Heart Throb

Hello Gentle Reader,

I recently discovered that this column is very similar to another that I wrote 2 1/2 years ago.

Rather than a re-run, this essay is more of a reboot.

So, without further ado, please enjoy a tale of my elementary school love life.

Take care and stay safe,

d

This is going to date the heck out of me, but when I was in kindergarten, at Lad & Lassie School in Mobile, Alabama, I was madly in love with Bobby Sherman.

I thought he was dreamy.  I had a Bobby Sherman lunch box.

When he sang “Julie Do You Love Me?”, my besotted brain changed Julie to debbie.  He was also the star of his own short-lived sitcom.  IMDB informs us that the name of the show was “Getting Together”, but until now I always assumed, it was, “The Bobby Sherman Show”.

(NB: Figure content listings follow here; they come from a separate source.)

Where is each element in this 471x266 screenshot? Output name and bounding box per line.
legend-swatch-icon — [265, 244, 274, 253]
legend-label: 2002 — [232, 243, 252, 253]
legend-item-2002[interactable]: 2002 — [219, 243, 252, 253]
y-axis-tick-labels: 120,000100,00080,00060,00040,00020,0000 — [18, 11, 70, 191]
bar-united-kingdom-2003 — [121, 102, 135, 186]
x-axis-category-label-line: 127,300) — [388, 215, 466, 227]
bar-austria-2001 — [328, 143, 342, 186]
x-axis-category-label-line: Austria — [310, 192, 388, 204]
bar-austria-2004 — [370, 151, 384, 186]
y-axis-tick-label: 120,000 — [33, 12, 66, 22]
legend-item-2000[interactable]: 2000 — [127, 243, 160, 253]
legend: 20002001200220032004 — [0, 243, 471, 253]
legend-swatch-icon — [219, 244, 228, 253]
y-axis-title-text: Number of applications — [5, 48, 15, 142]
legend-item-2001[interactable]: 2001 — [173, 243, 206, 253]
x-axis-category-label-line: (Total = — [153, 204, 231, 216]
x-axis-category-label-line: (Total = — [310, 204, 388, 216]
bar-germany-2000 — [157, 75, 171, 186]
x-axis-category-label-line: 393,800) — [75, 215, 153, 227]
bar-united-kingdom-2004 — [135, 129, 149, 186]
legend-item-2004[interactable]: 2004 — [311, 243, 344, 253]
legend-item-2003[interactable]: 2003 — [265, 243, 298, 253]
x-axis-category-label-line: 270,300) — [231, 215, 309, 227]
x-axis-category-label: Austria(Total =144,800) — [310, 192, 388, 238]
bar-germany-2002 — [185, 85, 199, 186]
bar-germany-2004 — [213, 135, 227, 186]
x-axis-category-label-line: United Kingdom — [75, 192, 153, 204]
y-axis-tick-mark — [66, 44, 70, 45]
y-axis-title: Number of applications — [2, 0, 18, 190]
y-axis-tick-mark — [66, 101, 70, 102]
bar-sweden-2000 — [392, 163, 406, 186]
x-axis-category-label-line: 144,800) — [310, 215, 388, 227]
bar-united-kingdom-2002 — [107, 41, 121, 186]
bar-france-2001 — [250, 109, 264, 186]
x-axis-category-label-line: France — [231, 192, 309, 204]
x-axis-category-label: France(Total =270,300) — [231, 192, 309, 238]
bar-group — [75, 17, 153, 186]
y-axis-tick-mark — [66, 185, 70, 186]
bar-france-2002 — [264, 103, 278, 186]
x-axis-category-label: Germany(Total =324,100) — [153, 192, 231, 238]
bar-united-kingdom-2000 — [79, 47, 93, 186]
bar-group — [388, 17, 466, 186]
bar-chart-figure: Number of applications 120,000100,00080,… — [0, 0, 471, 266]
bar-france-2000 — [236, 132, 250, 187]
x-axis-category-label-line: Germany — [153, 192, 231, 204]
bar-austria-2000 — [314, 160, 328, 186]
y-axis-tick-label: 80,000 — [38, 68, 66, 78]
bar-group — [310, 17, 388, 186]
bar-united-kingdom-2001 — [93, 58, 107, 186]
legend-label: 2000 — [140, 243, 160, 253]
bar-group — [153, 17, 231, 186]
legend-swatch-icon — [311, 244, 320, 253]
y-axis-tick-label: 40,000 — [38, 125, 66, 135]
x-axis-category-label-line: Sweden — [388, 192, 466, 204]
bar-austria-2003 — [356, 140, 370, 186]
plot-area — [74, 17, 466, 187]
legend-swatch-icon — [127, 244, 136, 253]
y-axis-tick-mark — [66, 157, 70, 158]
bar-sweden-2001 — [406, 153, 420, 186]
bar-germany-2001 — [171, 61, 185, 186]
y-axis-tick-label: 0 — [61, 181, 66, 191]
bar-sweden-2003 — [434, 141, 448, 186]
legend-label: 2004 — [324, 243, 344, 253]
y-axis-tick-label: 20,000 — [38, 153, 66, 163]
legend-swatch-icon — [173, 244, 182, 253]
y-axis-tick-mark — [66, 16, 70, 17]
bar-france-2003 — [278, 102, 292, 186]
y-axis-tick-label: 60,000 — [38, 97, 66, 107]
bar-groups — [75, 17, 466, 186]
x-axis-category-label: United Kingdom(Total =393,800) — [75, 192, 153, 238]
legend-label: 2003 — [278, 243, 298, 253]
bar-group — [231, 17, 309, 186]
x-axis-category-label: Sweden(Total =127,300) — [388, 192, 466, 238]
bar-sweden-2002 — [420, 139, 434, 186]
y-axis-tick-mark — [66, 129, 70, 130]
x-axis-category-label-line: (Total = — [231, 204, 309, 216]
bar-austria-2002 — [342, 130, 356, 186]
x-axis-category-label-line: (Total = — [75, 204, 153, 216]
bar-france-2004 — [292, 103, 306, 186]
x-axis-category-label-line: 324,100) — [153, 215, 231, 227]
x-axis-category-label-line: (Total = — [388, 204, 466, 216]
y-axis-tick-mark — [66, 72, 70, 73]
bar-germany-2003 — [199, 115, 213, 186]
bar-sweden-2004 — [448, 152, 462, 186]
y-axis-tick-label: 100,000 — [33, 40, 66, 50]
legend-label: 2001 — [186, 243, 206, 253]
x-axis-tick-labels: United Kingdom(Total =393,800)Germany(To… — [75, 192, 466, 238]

That’s what I called it in my heart.  My fickle, fickle heart.

By the first grade, I was all about Donny Osmond.  And I loved sister Marie; I couldn’t wait for her to be my sister-in-law.

I’d received a portable cassette player and the Osmond Brothers “Crazy Horses” cassette for Christmas.  Every afternoon, I would grab it and rush down to Cathy Ainge’s house (unlike me, she didn’t have brothers, so it was much more peaceful at her place).

We’d pop in that cassette and proceed to squeal at the sound of our beloved’s voice.  Then, we’d swoon like a Jane Austin heroine seeing her first hairy chest.  How her mother put up with it is anybody’s guess.

I read Teen Beat and Tiger Beat magazines.  But 16 (the fan mag, not to be confused with the fashion mag for older girls, Seventeen), was our absolute fave.  In addition to interviews and layouts with Donny and a host of other cute boys, they printed serials about different celebrities that ran for months.

We were about six months into a Donny serial and deeply immersed.  There were probably at least six more months to go when my dad came home from work one day to announce that our Coast Guard family was being transferred to Puerto Rico.

I was already, at nine-years-old, a veteran of these moves.  And who wouldn’t want to have a three-year vacation in a tropical paradise? 

I refused.

Of course, I would miss my friends.  I would miss the Girl Scouts and my Brownie troop.  I was also shortstop on my t-ball team, which I loved.  The kids that lived in my neighborhood were my cohorts and my squad.  The neighborhood itself was still full of places I hadn’t yet explored.

But I was a Coastie kid, and moving every few years was part of the deal; I knew I’d make new friends, have new clubs and activities, and have many new places to explore. 

No, my relocation veto had nothing to do with any of those things.

It was because of my (current) one true love, Donny Osmond.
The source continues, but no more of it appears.